But nevertheless, some folks did pay that very high ticket price to hear the doyenne of marital discrimination dish on da gays. Namely, right-leaning folks from Utah's conservative Sutherland Institute, who turned out last night at the over 1k a head price, just to hear Maggie expound on why, exactly, legal marriages like this writer's own are somehow causing society to collapse:
A snip from Maggie's speech, as reported by the (conservative) Deseret News:
She said that if same-sex marriage proponents prevailed, "the first thing that happens, is that it will become perfectly obvious that we have abandoned the idea that marriage is in some deep and intrinsic way rooted in the natural family and oriented towards sustaining the natural family. By the very act of declaring that two men in a union are in a marriage we are announcing that marriage has nothing to do with bringing mothers and fathers and children together."

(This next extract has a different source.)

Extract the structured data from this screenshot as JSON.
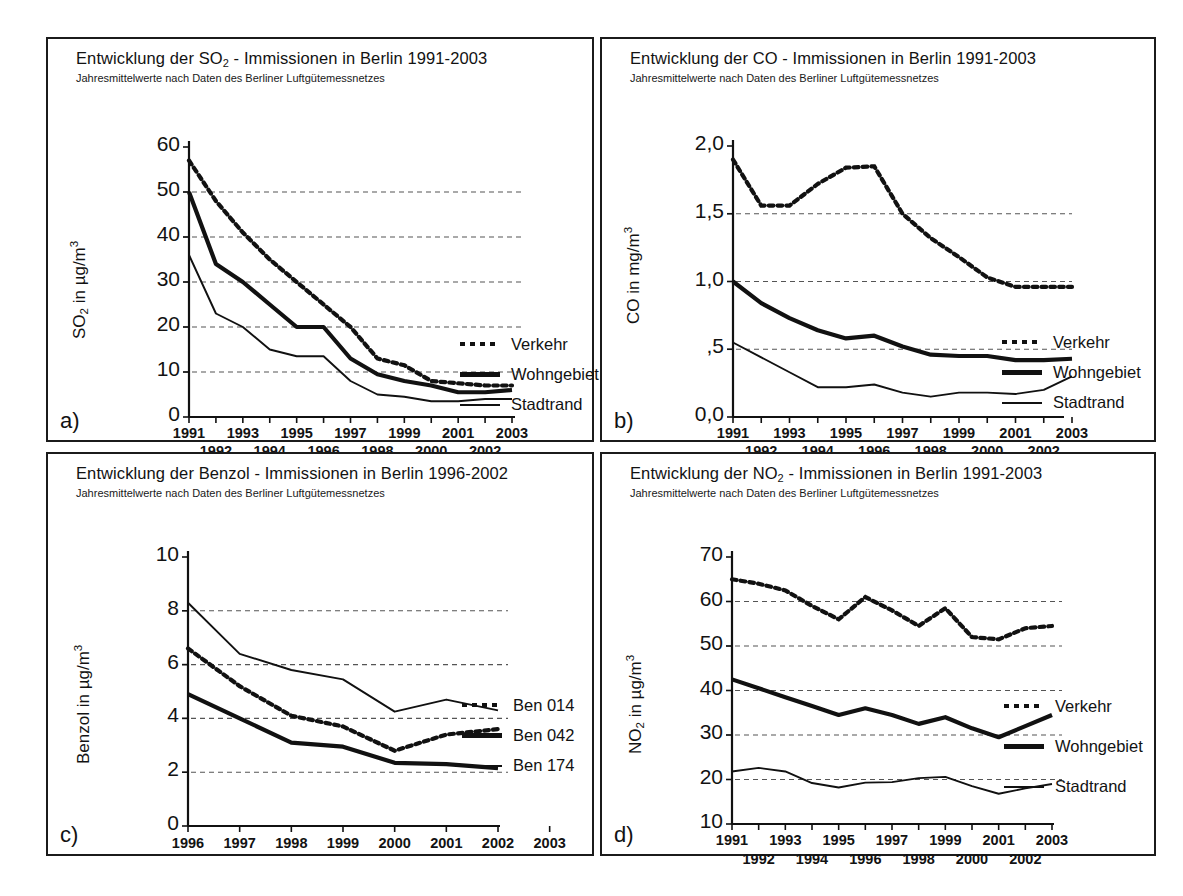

Gallagher doesn't see the push for gay marriage as just a redefinition of what marriage means; she sees it also as a redefinition of the relationship between America and the Judeo-Christian tradition.
Gay marriage and reshaping society [Deseret News]
And then she surely laughed all the way to the bank. It's a good gig, that anti-wedding planning.
Oh but one teeny correction, M.G.: it's not if same-sex marriage proponents prevail -- it's when. And knowing that is in our back pocket feels better than anything money can buy.